As a bank founded in the former British colony in 1865, he said, its bosses felt that the disturbances had become "damaging not only to the economy but to the people."

He also stressed that the bank had no choice but to comply with police requests for financial records of pro-democracy figures who had come under investigation.

Among those who have been targeted is Ted Hui, a pro-democracy politician whose accounts were frozen last year, and who has now fled to the UK.

"If we get a legal instruction from a police authority anywhere in the world, I have to comply with that," Mr Quinn said. "I am not in a position to judge the motives or the validity of it… I cannot cherry pick which laws to follow."

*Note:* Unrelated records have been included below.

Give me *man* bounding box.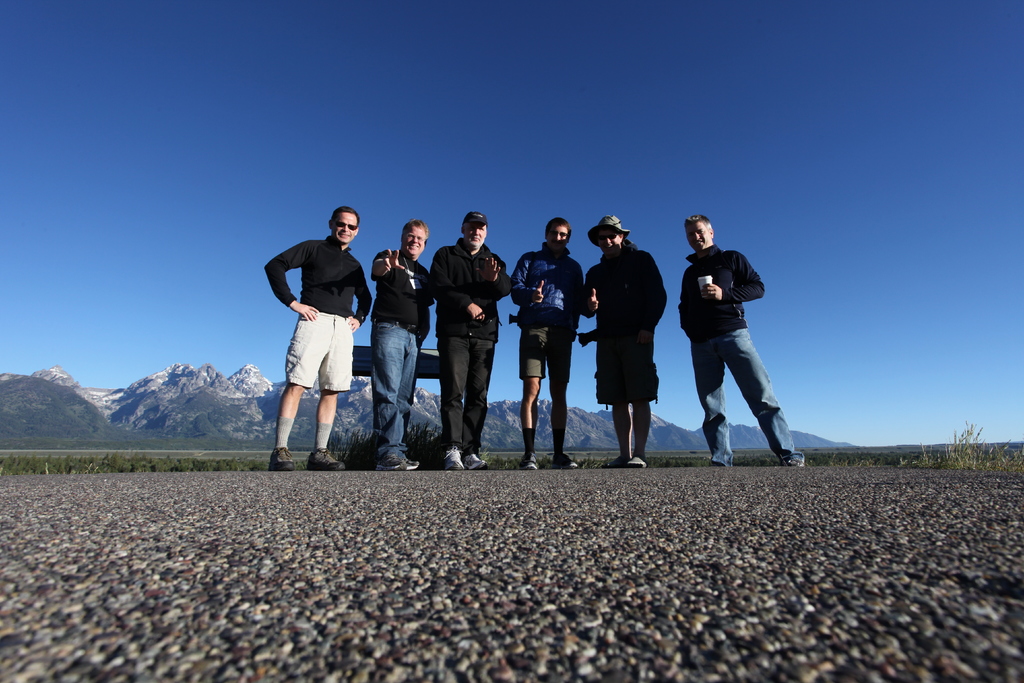
locate(679, 218, 808, 468).
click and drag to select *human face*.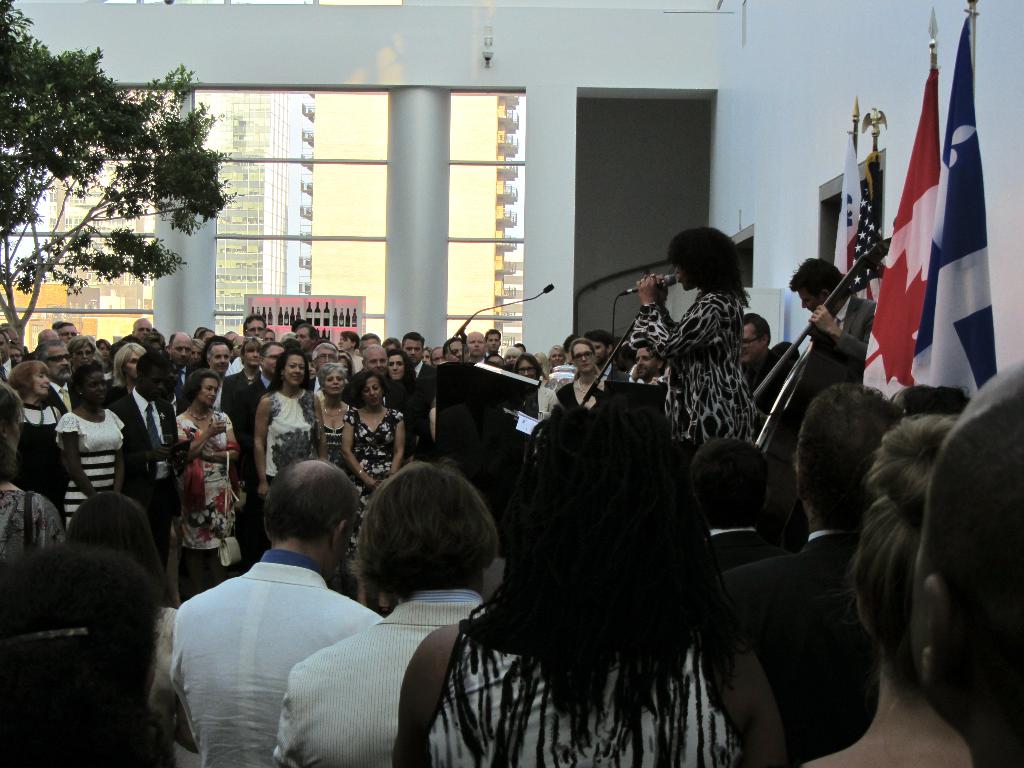
Selection: locate(552, 352, 565, 365).
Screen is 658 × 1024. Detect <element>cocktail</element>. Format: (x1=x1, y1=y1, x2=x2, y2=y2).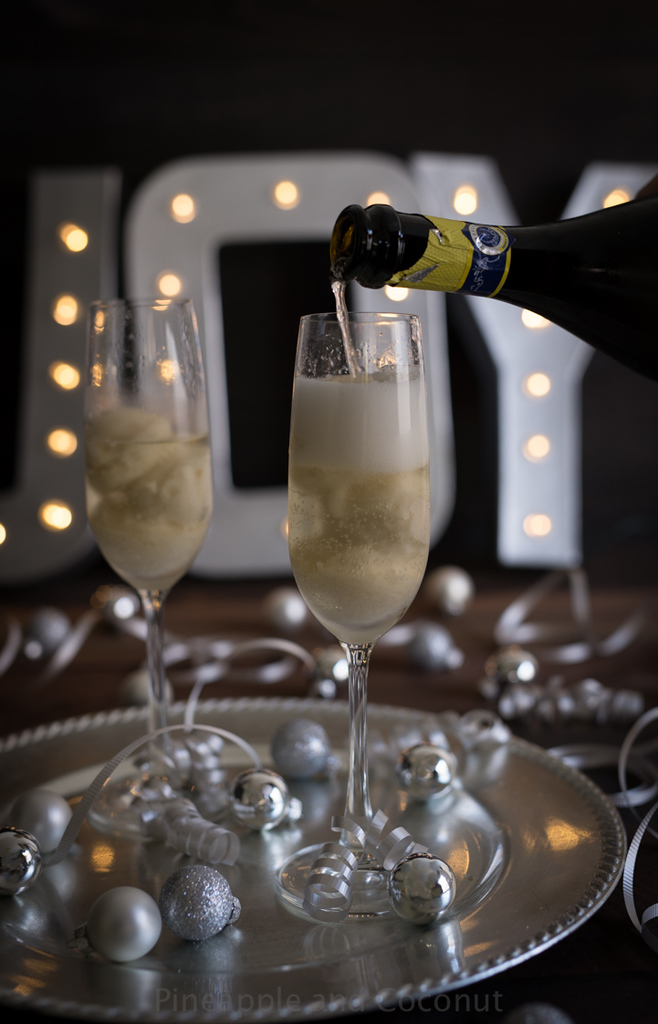
(x1=72, y1=291, x2=214, y2=827).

Mr Quinn’s insistence that the bank was sticking to a policy of neutrality on political issues was challenged by the committee’s MPs, who highlighted an HSBC advertising campaign produced in 2019 that addressed Brexit.

 The campaign, which said: "We are not an island… we are part of something far far bigger", was accused at the time of pro-Remainer bias.

Tory MP Andrew Rosindell told Mr Quinn that HSBC was guilty of "double standards, hypocrisy and appeasement." "You have made statements on other issues," he said. "What you seem to be saying that it doesn’t matter how bad things get in Hong Kong, that is none of your business. It seems there is no limit to what China will do before HSBC makes some kind of stand."

Mr Quinn replied: "We are not in Hong Kong just because of profits, we were formed in Hong Kong and we will continue to be there and help the people of Hong Kong recover from the challenges they face… I have to work with the legal framework we are given."

Tory MP Bob Seely claimed that Mr Quinn’s answers showed that  HSBC had not "adequately engaged" with the problems Hong Kong was facing.

 "HSBC are happy to virtue-signal in the West, yet desperate even to avoid any ethical debate in Hong Kong," he said. "Their customers can make up their own minds about HSBC’s ‘values’."

HSBC has invested billions of dollars in expansion into mainland China, leaving it with little room for manoeuvre to defy Beijing’s edicts.

It is already looking for a replacement for Asia boss Mr Wong, who is due for retirement. 

Mr Hui, the Hong Kong politician now living in London, told The Telegraph that he "could not accept" Mr Quinn’s account of how his bank accounts had been frozen.

"During the hearing he didn’t explain at all the legal basis of freezing my account and whether the procedures are up to standard," he said.

He added: "Mr Quinn’s defence of the security law — that it is a response to violence and destruction during the protests — is exactly the stance of the pro-Beijing regime in Hong Kong."